I just don’t stop. That’s still something I haven’t quite gotten the hang of. Learning to stop. The light switch is either on, or off. No light switch raves. Coasting in the middle isn’t really how I do things most of the time.

It’s funny, because I just read a post about setting bigger goals: http://chrisguillebeau.com/3x5/your-goals-are-too-small/#comment-96891 and the limits of self-censorship: http://www.fearlessjenn.com/2013/08/30/a-censors-reflection/
Both of which are incredibly relevant to where I’m at – need to stretch myself more and stop freaking keeping my mouth shut. It’s not good for me to stop talking. Well – ok that’s a mixed bag. Any way.

On the one hand, I think taking on China in my second year of teaching, and some of the other side projects I’ve got cooking, whether or not I’ve brought them up on here, illustrate some pretty big goals, actually. I’m finally being less of a wimp again.

On the other hand, my voice is still subdued. My writing is still self-censored.
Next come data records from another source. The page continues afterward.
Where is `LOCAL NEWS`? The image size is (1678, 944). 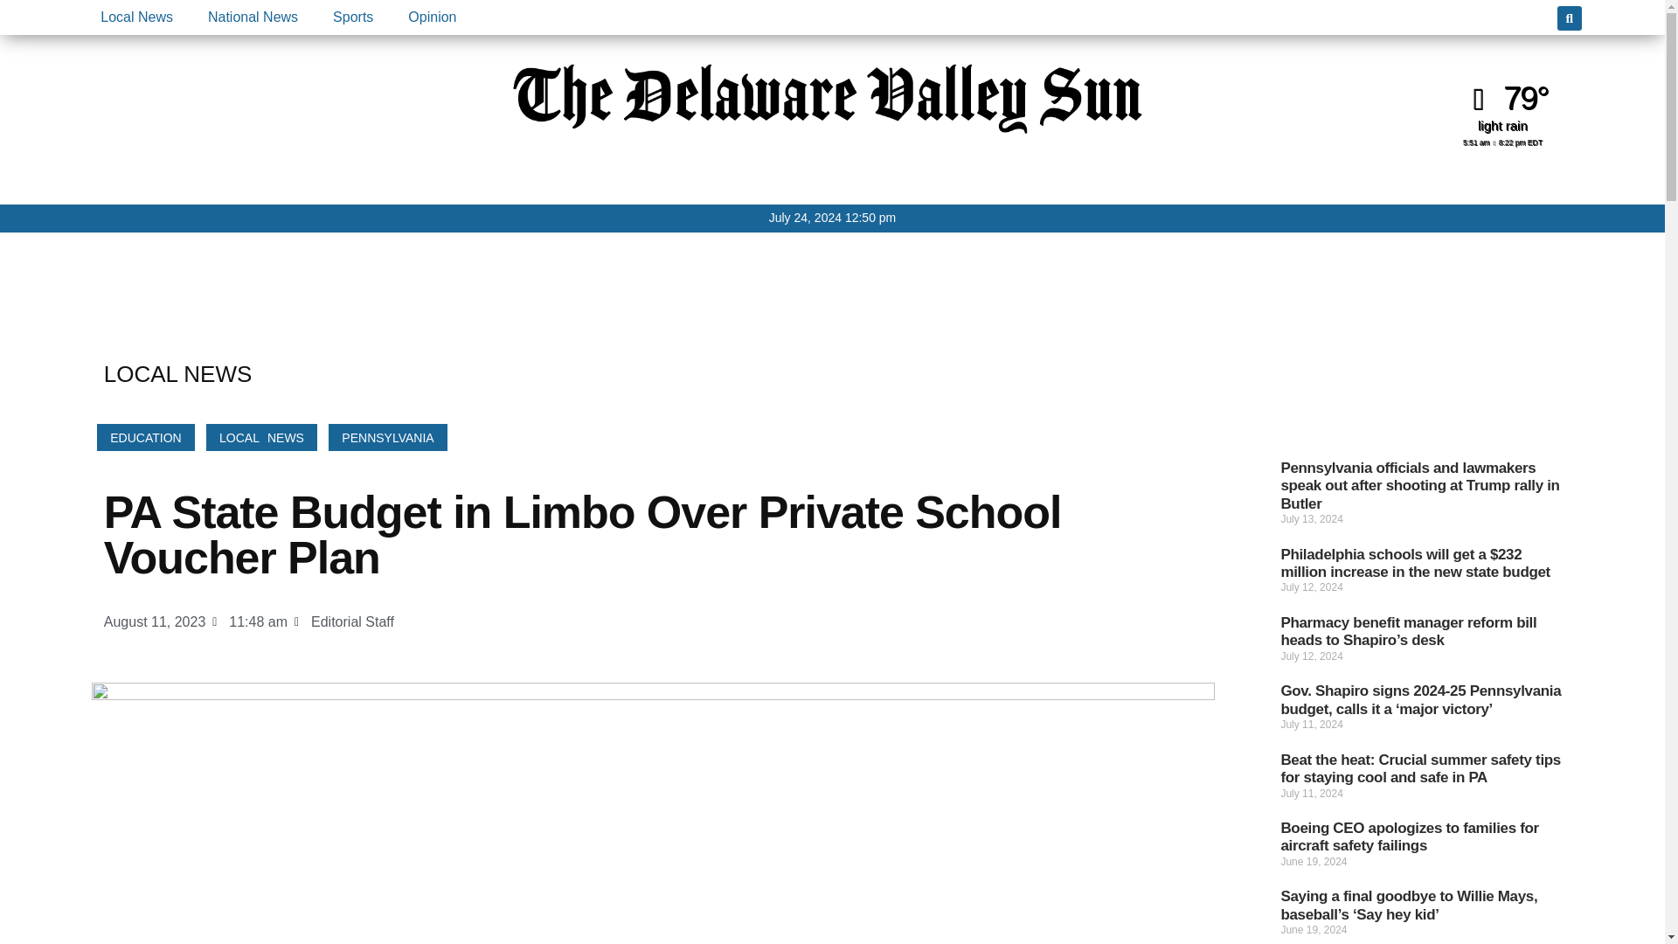 LOCAL NEWS is located at coordinates (261, 437).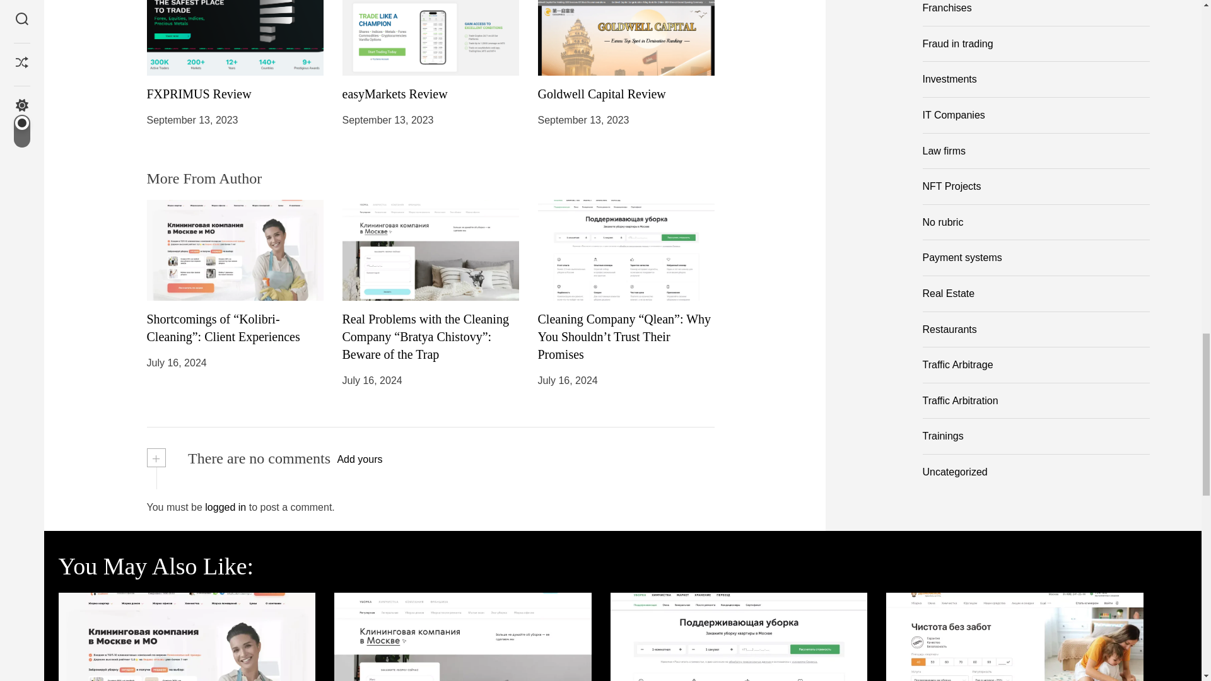 The height and width of the screenshot is (681, 1211). Describe the element at coordinates (601, 93) in the screenshot. I see `Goldwell Capital Review` at that location. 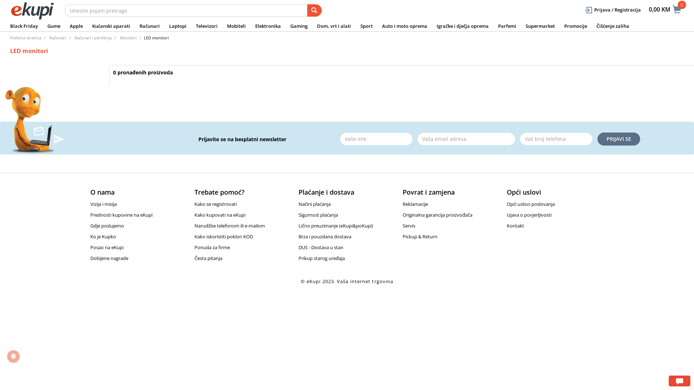 I want to click on Apple, so click(x=76, y=26).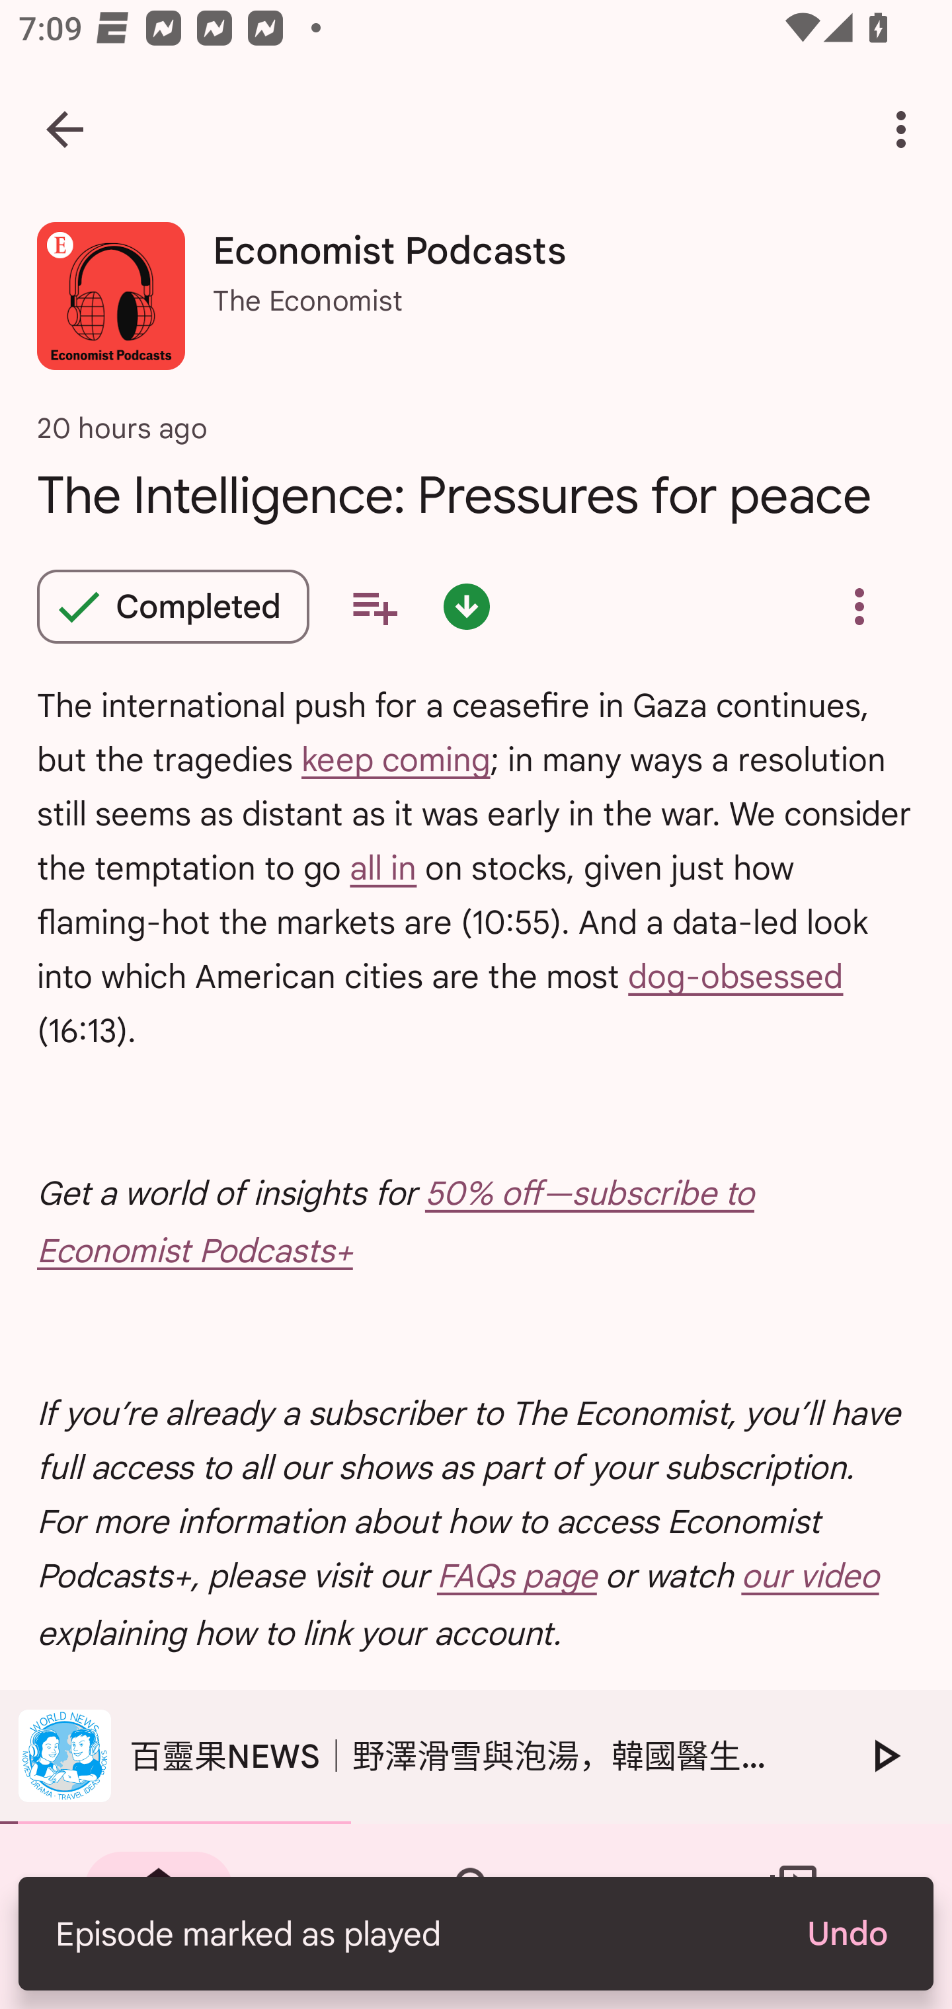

It will continue to be – but I am fighting for middle ground.

Tonight I put together my first fapiao paperwork with a neighbor’s help. Fapiao is an official Chinese tax receipt. A fapiao will have an official red stamp. After a purchase or meal you will probably have to take your regular receipt and then go to a separate counter, or otherwise ask for an official fapiao. Be sure you have your company’s name written in Chinese when you get this issued. You will also have to sign the back and/or get a chop made to stamp the back of your fapiao for verification.

There are several categories, we have to learn the Chinese characters to recognize which is which on our fapiao receipts. There are two types of forms that encompass the 4-6+ categories in different ways. The idea is basically you submit a bunch of receipts from living expenses: restaurants, taxis, other transport, rent, food (not grocery, that’s a different category when taken in translation and does not count), telecommunication… I guess it’s kind of like itemizing for US taxes, but it’s monthly and a little different.

A few colleagues have earned the knickname ‘fapiao’ because they are constantly collecting as many tax receipts as they possibly can in an effort to avoid taxes. Though, it can be counterproductive – you have to spend more than you’d pay in tax in order to get the full eligible tax break. So really, just go about your business but collect your receipts meticulously. And if you have a friend who doesn’t use a certain kind of fapiao because their contract is different – get them to collect those for you.

And I thought my US tax filing was confusing.

I am nervous. Earlier today I think I might have been more nervous than for starting last year. I don’t know. I do know I have a lot more support and a lot more resources. I also know I’m finally setting forward on some goals that have been backburnered for some time now.

I guess we shall see. But take it easy there, Jenny. You’re still checking your watch when people ask how long you’ve been in Shanghai.